Actually, in one of my relative's PC, he used to work everything inside his dropbox folder. He used to add any files/folders, edit the same inside the dropbox folder itself without maintaining any copy of those in the PC drives. Now there were a lot of files and content that already passed that 2GB free dropbox limit a long ago, still they existed inside the dropbox folder but didn't get synced. So when today the PC was formatted, all those new files/folders and latest edits are not available that were over those 2GB limit and any other copies of those are also not there. Is there any way to recover all those files/folders and edits, because he is in urgent need of those?
No, they are not recoverable at all via Dropbox I'm afraid - because he was over his 2GB limit Dropbox didnt sync them.
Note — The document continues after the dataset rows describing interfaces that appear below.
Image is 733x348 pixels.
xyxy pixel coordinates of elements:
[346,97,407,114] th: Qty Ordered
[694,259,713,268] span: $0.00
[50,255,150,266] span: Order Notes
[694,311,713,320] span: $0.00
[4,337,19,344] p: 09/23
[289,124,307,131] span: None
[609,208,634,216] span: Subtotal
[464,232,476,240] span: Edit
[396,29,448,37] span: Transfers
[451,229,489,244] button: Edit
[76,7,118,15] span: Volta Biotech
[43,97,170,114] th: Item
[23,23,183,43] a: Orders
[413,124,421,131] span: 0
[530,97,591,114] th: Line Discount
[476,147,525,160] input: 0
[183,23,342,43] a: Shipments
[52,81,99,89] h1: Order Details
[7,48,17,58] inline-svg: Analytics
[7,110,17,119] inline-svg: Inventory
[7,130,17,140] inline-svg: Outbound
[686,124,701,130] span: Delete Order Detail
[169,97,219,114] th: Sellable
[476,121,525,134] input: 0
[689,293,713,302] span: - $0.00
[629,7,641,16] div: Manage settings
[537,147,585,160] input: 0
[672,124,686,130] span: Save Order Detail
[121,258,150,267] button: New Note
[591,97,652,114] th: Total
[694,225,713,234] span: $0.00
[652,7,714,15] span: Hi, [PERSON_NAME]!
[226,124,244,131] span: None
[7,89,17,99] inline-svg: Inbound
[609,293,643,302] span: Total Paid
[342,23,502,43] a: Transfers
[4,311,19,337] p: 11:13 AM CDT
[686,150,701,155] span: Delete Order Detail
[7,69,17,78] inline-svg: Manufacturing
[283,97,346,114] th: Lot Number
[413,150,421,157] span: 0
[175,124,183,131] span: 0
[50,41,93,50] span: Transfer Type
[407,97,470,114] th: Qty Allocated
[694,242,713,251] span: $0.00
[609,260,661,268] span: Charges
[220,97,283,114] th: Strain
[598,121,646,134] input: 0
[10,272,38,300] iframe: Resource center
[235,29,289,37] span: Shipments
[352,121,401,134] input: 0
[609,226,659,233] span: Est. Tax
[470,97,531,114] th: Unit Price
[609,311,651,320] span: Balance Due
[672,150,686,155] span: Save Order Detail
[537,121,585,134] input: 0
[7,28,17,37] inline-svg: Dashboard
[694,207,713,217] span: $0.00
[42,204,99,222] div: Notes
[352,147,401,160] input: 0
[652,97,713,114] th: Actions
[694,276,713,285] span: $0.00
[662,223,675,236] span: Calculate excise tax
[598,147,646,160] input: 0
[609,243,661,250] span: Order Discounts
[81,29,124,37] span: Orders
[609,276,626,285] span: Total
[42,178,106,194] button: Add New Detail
As the messages would have said on his machine and via email all syncing stops once you hit the limit.
Simply put Dropbox doesnt know they exist - they were never ever uploaded to Dropbox. Same with any changes he made to files that were sync'd but done after he ran out of space.
- MarkSuper User II
No, they are not recoverable at all via Dropbox I'm afraid - because he was over his 2GB limit Dropbox didnt sync them. As the messages would have said on his machine and via email all syncing stops once you hit the limit.
Simply put Dropbox doesnt know they exist - they were never ever uploaded to Dropbox. Same with any changes he made to files that were sync'd but done after he ran out of space.
- ShubhamPaulNew member | Level 2
Maybe it is not recoverable via or from dropbox but by any other means is it possible? Because I think any digital copy once created inside a computer, even though it is permanently deleted, is never lost...isn't it?
- MarkSuper User II
You could look at some recovery tools which may scan the computer, but, they are not very reliable once a device is re-formatted. The formatting process is designed to be destructive and wipe a drive.
As for tools you could use I'd suggest a google, but, in the mean time the relative must stop using the computer completely - the more its used the less likely it is to be recoverable.